“It means I have my hands full bumping my pack’s heads together when they fail to do the obvious. With a baby that screams most of the day and most of the night, I don’t have the energy to tackle a grown man.”
I study him a little longer. Faint lines of strain crease his eyes and his mouth. “How is it?”
He glances at me, expression unreadable. “You thinking about kids?”
I snort. “If I was, I certainly wouldn’t be thinking about twins. Fuck that.”
We walk for the next mile in silence as I think about Sierra being pregnant with my child. It’s not something I can even imagine. Not with how hard it is to pin Sierra down about anything regarding the future.
“The best feeling in the world,” Dayne admits, his voice low.
In the time we’ve been in Hardin, Colorado, reading Dayne Blackshaw hasn’t been easy. Still, that seems to be the way with most alphas everywhere. We’ve always been the ‘keep our cards close to our chests’ type.
And Sierra.
An image of her petite, curvy form emerging from the bathtub takes shape in my mind. Glossy dark hair. Defiant steel-gray eyes and a peachy, warm amber scent that both I and my wolf crave. She might not be an alpha, but after the hell that the Stone pack put her through, there’s a granite strength in her that I doubt exists in a submissive wolf anywhere.
One of a kind. And she’s ours.
My wolf chuffs in agreement.
Just up ahead, howls and scuffling wolves force us to slow if we want to continue our conversation in any kind of peace. When the pack rushes off again, we move faster. “Which part?”
“All of it.”
“Even the screaming?” I ask, making no attempt to hide my disbelief.
Dayne makes a choked sound that’s half-laugh, half-snort. “Even the screaming. But…”
I glance over at him as we emerge from the forest and into a clearing beside a lake. It’s one where we’ve held cookouts in the two weeks Sierra and I have been here, and it’s where Eden and Luka will become mates in their moon-blessing ceremony in a couple of days.
Before I went looking for revenge in Dexter, Wyoming, I’d believed that not only had the Stone pack killed my mate, they’d also killed my sister.
But now, the thought of being present in a ceremony to mark her mating is so surreal I still can’t believe it. My little sister not only escaped the Stones with Sierra’s help, but she also found love and happiness. And I get to be a part of that.
So, even with Dom nudging me to return home to Upstate New York, I can’t leave until after the ceremony. Even if mine and Eden’s reunion wasn’t what I’d hoped for.
Ihaveto be here for it.
“But, what?” I ask when Dayne does nothing but study me.
“None of that can happen until you fix whatever the issue is between you two.”
My gaze returns to the moonlight reflected in the dark lake. “Hmm, relationship advice from the cold-blooded alpha. Who’d have thought that would be in my future?”
“The thing with rumors,” Dayne says, his tone dry, “is that no one ever stops to find out if they’re true before they go running their mouths off.”
“True,” I concede.
Although I’m curious about what happened to have rumors spreading of him slaughtering half his packmates—the previous alpha included—I don’t ask. With how badly my dad fucked me up, breaking me and my fated mate Melody apart, I understand all too clearly what could drive someone to lash out.
“You’re calmer around her.” Dayne’s thoughtful words have me jerking my head to face him. “I don’t think you spoke more than five words the first day you were here. It was, where the fuck is Eden, and that was it. I think the rest was incomprehensible snarls.”
“Fuck off,” I grunt.
“And then there’s Kier…”
I shoot him a glance as I recall coming face-to-face with the man Sierra told me had been with Melody. I’d expected to hate him at first sight. To want to shift and rip him apart, because Melody wasmymate.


[Exercise aim]
On how many lines of the records below does the string "JSON" appear? Reply with only the number.

===============

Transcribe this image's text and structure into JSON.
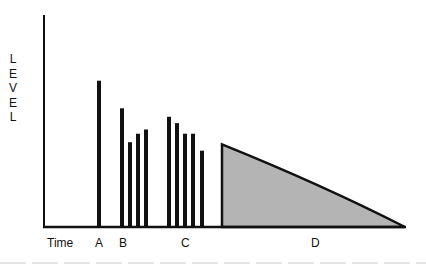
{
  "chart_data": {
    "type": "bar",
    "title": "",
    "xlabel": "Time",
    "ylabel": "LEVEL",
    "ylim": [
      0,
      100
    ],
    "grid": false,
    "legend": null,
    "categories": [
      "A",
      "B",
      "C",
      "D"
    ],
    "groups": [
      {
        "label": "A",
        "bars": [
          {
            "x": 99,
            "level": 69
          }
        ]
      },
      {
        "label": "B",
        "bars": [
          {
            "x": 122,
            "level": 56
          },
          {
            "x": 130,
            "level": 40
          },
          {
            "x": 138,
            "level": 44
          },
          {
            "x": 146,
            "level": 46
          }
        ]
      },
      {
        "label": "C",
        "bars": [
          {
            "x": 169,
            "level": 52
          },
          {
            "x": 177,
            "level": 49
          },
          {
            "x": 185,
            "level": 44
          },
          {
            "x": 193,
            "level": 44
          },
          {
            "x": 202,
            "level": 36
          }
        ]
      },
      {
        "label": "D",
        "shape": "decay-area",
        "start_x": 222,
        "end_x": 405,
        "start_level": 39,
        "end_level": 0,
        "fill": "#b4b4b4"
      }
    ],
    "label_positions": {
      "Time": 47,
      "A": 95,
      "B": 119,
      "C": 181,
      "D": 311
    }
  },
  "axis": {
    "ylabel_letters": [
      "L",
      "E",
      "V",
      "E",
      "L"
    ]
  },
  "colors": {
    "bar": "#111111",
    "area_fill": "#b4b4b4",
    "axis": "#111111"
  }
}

===============

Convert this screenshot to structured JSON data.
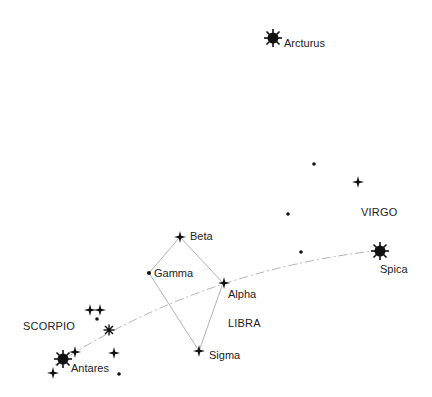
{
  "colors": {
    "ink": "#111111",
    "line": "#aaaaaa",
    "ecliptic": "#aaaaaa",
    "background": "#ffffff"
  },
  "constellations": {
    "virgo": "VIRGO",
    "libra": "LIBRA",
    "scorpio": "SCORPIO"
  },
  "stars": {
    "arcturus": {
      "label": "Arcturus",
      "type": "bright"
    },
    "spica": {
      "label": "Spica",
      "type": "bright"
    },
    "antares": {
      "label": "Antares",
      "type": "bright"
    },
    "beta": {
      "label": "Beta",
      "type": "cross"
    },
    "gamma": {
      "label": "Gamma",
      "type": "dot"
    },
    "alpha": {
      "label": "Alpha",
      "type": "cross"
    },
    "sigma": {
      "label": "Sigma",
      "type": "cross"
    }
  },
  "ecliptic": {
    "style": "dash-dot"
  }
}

===============

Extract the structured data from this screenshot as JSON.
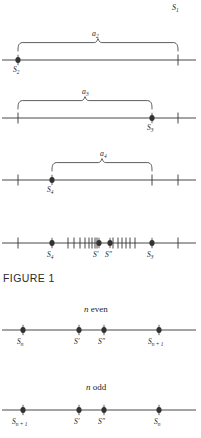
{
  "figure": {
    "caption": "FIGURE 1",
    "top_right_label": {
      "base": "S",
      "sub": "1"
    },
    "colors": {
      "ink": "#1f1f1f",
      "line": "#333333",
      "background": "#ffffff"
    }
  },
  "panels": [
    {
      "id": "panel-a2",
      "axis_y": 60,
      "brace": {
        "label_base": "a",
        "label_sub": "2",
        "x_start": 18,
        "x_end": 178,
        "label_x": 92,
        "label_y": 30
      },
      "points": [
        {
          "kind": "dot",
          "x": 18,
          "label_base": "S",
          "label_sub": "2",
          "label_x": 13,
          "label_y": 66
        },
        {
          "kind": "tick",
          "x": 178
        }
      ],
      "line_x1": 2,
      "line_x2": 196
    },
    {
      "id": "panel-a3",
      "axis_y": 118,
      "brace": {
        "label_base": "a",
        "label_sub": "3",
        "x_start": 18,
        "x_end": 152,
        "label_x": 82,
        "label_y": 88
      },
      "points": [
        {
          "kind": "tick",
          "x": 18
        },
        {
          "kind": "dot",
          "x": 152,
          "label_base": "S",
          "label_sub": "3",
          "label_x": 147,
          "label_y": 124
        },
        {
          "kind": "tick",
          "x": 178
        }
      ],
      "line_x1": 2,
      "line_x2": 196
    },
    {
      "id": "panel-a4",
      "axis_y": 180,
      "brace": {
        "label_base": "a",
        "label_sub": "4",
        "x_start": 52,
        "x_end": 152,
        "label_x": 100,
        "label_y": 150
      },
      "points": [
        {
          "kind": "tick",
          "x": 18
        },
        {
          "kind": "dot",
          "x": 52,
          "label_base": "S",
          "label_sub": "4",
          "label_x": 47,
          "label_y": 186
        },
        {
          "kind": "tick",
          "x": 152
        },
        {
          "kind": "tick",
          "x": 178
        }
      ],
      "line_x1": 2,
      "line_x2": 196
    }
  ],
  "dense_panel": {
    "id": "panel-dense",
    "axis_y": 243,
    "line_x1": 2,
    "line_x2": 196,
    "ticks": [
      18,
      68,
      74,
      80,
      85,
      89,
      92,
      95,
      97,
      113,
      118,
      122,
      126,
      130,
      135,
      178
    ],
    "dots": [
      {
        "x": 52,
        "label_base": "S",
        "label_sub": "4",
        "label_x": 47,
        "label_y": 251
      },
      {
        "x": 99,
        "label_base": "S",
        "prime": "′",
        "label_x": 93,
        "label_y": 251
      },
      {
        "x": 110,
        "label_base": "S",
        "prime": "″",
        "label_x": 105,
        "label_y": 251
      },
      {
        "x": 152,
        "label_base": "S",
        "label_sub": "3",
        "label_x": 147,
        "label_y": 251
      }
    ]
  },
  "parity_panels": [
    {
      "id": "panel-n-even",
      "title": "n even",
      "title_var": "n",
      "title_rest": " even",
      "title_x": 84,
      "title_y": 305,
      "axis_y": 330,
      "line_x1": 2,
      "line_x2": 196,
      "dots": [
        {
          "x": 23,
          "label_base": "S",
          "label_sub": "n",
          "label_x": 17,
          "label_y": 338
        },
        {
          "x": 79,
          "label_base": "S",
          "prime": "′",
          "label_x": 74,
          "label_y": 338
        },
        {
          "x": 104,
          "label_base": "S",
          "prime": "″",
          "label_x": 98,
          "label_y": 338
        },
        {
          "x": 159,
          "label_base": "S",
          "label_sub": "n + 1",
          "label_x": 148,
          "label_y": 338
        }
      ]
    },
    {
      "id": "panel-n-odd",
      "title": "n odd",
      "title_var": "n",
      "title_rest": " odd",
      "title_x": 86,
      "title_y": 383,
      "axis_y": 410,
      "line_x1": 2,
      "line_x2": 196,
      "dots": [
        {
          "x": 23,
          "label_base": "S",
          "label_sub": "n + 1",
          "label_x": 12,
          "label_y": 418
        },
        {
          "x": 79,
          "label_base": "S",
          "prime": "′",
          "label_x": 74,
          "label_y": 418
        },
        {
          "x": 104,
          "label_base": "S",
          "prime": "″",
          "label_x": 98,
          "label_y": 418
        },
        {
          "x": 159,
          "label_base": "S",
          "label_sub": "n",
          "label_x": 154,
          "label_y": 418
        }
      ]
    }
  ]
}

===============

[Problem solution]
3